In The Diplomat, Ankit Panda talks about the prevalence of modern slavery in India:

The 2014 Global Slavery Report, conducted by the Walk Free Foundation, estimates that India has the highest number of individuals living in slavery out of any country worldwide. The report finds that out of an estimated 35.8 million men, women and children around the world living under conditions of modern slavery, 14 million are in India (followed by 3 million in China and 2 million in Pakistan). India ranked first in terms of absolute numbers of people in modern slavery, and fifth overall in terms of percentage of its total population (1.14 percent) living in modern slavery (Mauritania, Uzbekistan, Haiti, and Qatar ranked above India, in that order).
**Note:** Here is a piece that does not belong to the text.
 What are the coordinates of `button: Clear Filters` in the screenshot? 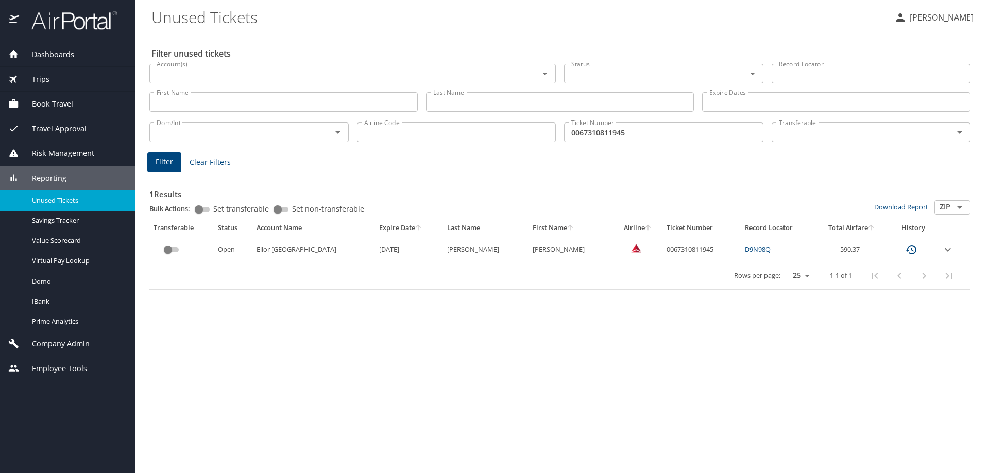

The total number of slaves in India is 20 percent higher than the 2013 report because of a change in methodology.

Modern slaves are defined as individuals subject to forced labor, debt bondage, human trafficking, forced sexual exploitation, and forced marriage. This is a considerably broader understanding of slavery that addresses issues of human and labor rights beyond the conventional understanding of the term as human property. This is in part why the 2014 report estimates 35.8 million modern slaves worldwide while the International Labor Organization (ILO) counts 21 million worldwide — the ILO estimate focuses on forced labor primarily. According to the Walk Free Foundation, evidence of modern slavery in one form or another was found in all 167 countries surveyed for the 2014 report.

[…]

Given the continued de facto importance of caste in Indian society, social factors play a role in poor labor and human security outcomes for certain sections of Indian society. The report in particular highlights the vulnerable position of India’s Dalit caste, noting that they have the “least social protections and are highly vulnerable to severe forms of exploitation and modern slavery.” It also notes the relatively poor state of women’s rights in the country, leading to “significant discrimination and high rates of sexual violence” against women and girls in India.